In short, we are being asked to make a completely blind and uninformed choice on '15 November 2012', which strikes me as being the same thing as No Choice At All.

I have it, on anecdotal authority, that one of the candidates lives in Chippenham. Well, I have never been to Chippenham, and Chippenham has never been to me. That is the extent of my knowledge, and it is no basis upon which to cast my vote. I am therefore left with no alternative but to NOT vote. The whole thing looks, smells and feels like a stitch-up. And that's because it most probably is.

Barrie J's picture

Like HIKARU22 we too have received voting cards but nothing else.
A little research reveals that our Labour candidate Tim Starkey (no relation to the unlamented Phyllis Starkey ex Labour M.P.) stood as a Liberal Democrat candidate (failed) in the 2010 general election.
Presumably, sensing that the Limp Damps are now about as welcome as Jimmy Saville might be at a Justin Bieber concert, a short hop to New Lab is called for and such is the cornucopia of talent available to New Labour they have welcomed him with open arms.
For myself, I would have told him to b#gger off back to where he came from.
Police Commissioners, just another strata of self serving parasites lining up at the trough of public largesse.
We won't be voting.

Hikaru22's picture

But surely a Justin Bieber concert would be the very best place for Jimmy Savile to be....for eternity?

Briar's picture

I was in Liverpool yesterday and saw a list of candidates (I haven't seen one for the place where I live). Every single one came from a political party. Policing should not be politicised. We can see what a disaster that is from the abysmal American "justice" system.

RH47's picture

Any enterprise like this is, by definition, "political". Complaining about that fact is like complaining that rain is wet.

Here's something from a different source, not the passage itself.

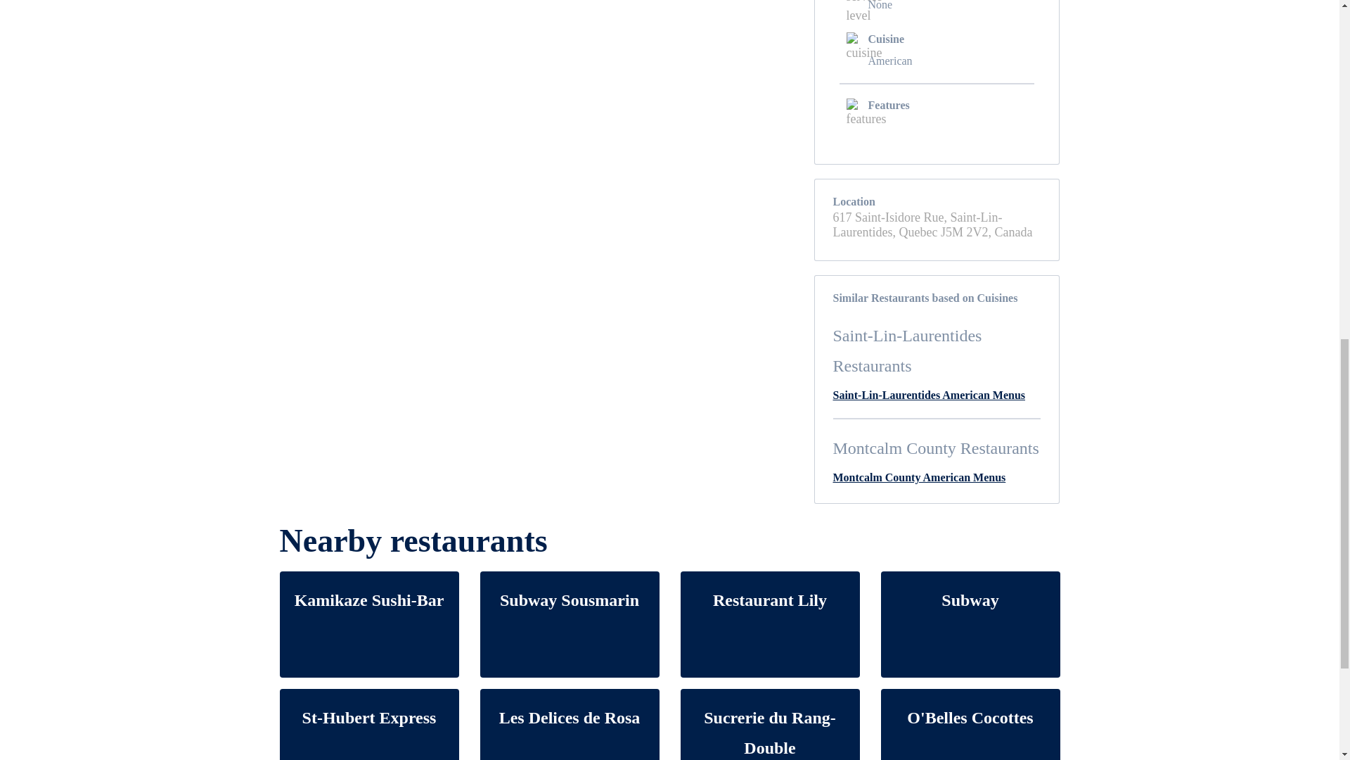  What do you see at coordinates (770, 724) in the screenshot?
I see `Sucrerie du Rang-Double` at bounding box center [770, 724].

... and politics obviously involves political parties - you can't get very far without associations of broadly like-minded individuals.

The term "non-political" is a nonsense in the public sphere - which is where politics derives and has its being. It usually disguises an extremely political attempt at appearing different.

What one can legitimately criticize is the way in which the political sphere operates - its subjection to narrow, sectional and self- interests and money (as in this country), the openness and transparency of process etc. etc. But public policy is political.

The whole enterprise of police commissioners (and city mayors) can be criticized from this perspective as an attempt to narrow control and push a particular (populist) agenda.